Applications
3G auction to be completed by early April
NEW DELHI: The much-awaited 3G auction is to start on 9 April and the BWA auctions will be held two days after the close of the 3G auction.
The notice for inviting auctions will be issued on 25 February and these will close on 19 March.
Details of ownership of the applicants will be published on 26 March and the pre-qualification of bidders will be decided on 30 March.
The mock auctions will be held on 5 and 6 April.
Earlier, Parliament had been informed that the response of domestic telecom service providers was reasonably good, and foreign companies had not been specifically invited for the pre-bid conference on 16 November 2009 relating to prospective 3G and BWA spectrum auction participants.
It was clarified that the Notice Inviting Application (NIA) will address all the concerns expressed during the pre-bid conference.
The Telecom Regulatory Authority of India (Trai) had in October 2009 issued a Consultation Paper on “Overall Spectrum Management and review of license terms and conditions”. The issues raised in the consultation paper for deliberation include spectrum requirement & availability, licensing issues, merger & acquisition issues, spectrum trading, spectrum sharing, perpetuity of licences, uniform licence fee, spectrum assignment, spectrum pricing and structure for spectrum management.
The Government earned Rs 34.55 billion from spectrum fee during 2008-09 and about Rs 9.17 billion in the first quarter of 2009-10.
Spectrum fee is charged as a percentage of the Adjusted Gross Revenue of the telecom service providers and is regulated by the Trai.
Detailed guidelines for 3G spectrum were issued on 1 August 2008 and some amendments were brought in on 11 September the same year.
At present, only the Mahanagar Telephone Nigam Limited (MTNL) and the Bharat Sanchar Nigam Limited (BSNL) have permission to provide 3G services in the country.
While MTNL and BSNL will not take part in the auction for 3G services in the telecom sector, they will pay the matching price of successful bidders.
While MTNL provides the service in Mumbai and Delhi, BSNL provides the services in 100 cities. One spectrum of 5 MHz has been provided to MTNL in Mumbai and Delhi and BSNL in the 20 service areas.
Applications
Inshorts Group chief Deepit Purkayastha joins IAB video council for Southeast Asia and India
The co-founder and chief executive of the short-form content platform has been inducted into the IAB SEA+India Video Council, giving India a stronger voice in shaping digital video frameworks
NOIDA: India has long been the world’s most chaotic, multilingual and mobile-first digital market. Now, one of its most prominent short-video executives is getting a seat at the table where the rules are written.
Deepit Purkayastha, co-founder and chief executive of Inshorts Group, has been selected as a member of the IAB SEA+India Video Council for 2026. Run by the Interactive Advertising Bureau, the council brings together senior leaders from Southeast Asia and India to shape standards, best practices and measurement frameworks for the fast-evolving video and digital advertising ecosystem.
The timing is pointed. According to the IAMAI-Kantar Internet in India Report 2025, over 588 million Indians are now consuming short-video content, with growth increasingly driven by rural and non-metro audiences. India’s active internet user base has crossed 950 million, with 57 per cent of users now coming from rural markets. Yet the frameworks that govern how video consumption is measured and monetised were largely designed for single-language, Western markets and have struggled to keep pace with the scale, diversity and complexity of India’s digital landscape.
Purkayastha is no stranger to these debates. He already serves on the AI Council at Marketing and Media Alliance India and as co-chair of the Digital Entertainment Committee at the Internet and Mobile Association of India. His induction into the IAB SEA+India Video Council extends that influence into the global video standards arena.
Inshorts Group sits squarely at the intersection of these forces. Its flagship product, Inshorts, India’s highest-rated short news app, reaches 12 million active users with 60-word news summaries. Its sister platform, Public App, reaches 80 million monthly active users across more than 700 districts and 12 languages, serving communities that most global platforms barely register.
Purkayastha said the opportunity was about building something more representative. “India today sits at the centre of the global video ecosystem, but the frameworks that define how value is created and measured have not always kept pace with the realities of our market,” he said. “Being part of the IAB SEA+India Video Council is an opportunity to contribute to a more representative and future-ready approach, one that accounts for diversity in language, context, and user intent.”
As a council member, Purkayastha will contribute to shaping regional standards across video advertising, measurement and platform governance, with a focus on frameworks that are native to India’s multilingual, mobile-first ecosystem rather than imported from global benchmarks designed elsewhere.
For years, India has been content to play by rules written for other markets. Purkayastha’s induction is a signal that it is done waiting to be consulted and ready to start writing them.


▸ **What the task requires**: Your answer should contain each record from the listing, repeated exactly.

▸ **Information**:
========

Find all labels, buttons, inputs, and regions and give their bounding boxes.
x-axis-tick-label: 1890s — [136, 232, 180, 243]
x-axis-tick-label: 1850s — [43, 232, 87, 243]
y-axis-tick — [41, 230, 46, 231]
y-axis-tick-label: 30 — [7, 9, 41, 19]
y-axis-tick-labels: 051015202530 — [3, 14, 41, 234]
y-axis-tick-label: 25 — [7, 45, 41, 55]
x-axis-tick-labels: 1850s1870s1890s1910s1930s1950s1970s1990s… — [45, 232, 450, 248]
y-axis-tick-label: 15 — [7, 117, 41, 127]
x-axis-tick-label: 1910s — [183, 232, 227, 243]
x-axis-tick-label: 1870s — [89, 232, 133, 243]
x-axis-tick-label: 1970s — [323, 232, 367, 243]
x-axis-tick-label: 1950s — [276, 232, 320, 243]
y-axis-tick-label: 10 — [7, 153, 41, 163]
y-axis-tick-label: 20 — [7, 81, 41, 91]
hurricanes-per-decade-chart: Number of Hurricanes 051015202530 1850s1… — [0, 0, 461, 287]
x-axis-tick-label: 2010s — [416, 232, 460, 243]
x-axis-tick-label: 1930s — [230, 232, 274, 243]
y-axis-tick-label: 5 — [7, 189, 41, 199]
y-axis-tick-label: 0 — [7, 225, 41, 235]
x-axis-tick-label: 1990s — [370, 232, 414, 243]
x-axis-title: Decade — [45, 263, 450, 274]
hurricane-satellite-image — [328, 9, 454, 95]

========

▸ **Written reply**:
Find all labels, buttons, inputs, and regions and give their bounding boxes.
x-axis-tick-label: 1890s — [136, 232, 180, 243]
x-axis-tick-label: 1850s — [43, 232, 87, 243]
y-axis-tick — [41, 230, 46, 231]
y-axis-tick-label: 30 — [7, 9, 41, 19]
y-axis-tick-labels: 051015202530 — [3, 14, 41, 234]
y-axis-tick-label: 25 — [7, 45, 41, 55]
x-axis-tick-labels: 1850s1870s1890s1910s1930s1950s1970s1990s… — [45, 232, 450, 248]
y-axis-tick-label: 15 — [7, 117, 41, 127]
x-axis-tick-label: 1910s — [183, 232, 227, 243]
x-axis-tick-label: 1870s — [89, 232, 133, 243]
x-axis-tick-label: 1970s — [323, 232, 367, 243]
x-axis-tick-label: 1950s — [276, 232, 320, 243]
y-axis-tick-label: 10 — [7, 153, 41, 163]
y-axis-tick-label: 20 — [7, 81, 41, 91]
hurricanes-per-decade-chart: Number of Hurricanes 051015202530 1850s1… — [0, 0, 461, 287]
x-axis-tick-label: 2010s — [416, 232, 460, 243]
x-axis-tick-label: 1930s — [230, 232, 274, 243]
y-axis-tick-label: 5 — [7, 189, 41, 199]
y-axis-tick-label: 0 — [7, 225, 41, 235]
x-axis-tick-label: 1990s — [370, 232, 414, 243]
x-axis-title: Decade — [45, 263, 450, 274]
hurricane-satellite-image — [328, 9, 454, 95]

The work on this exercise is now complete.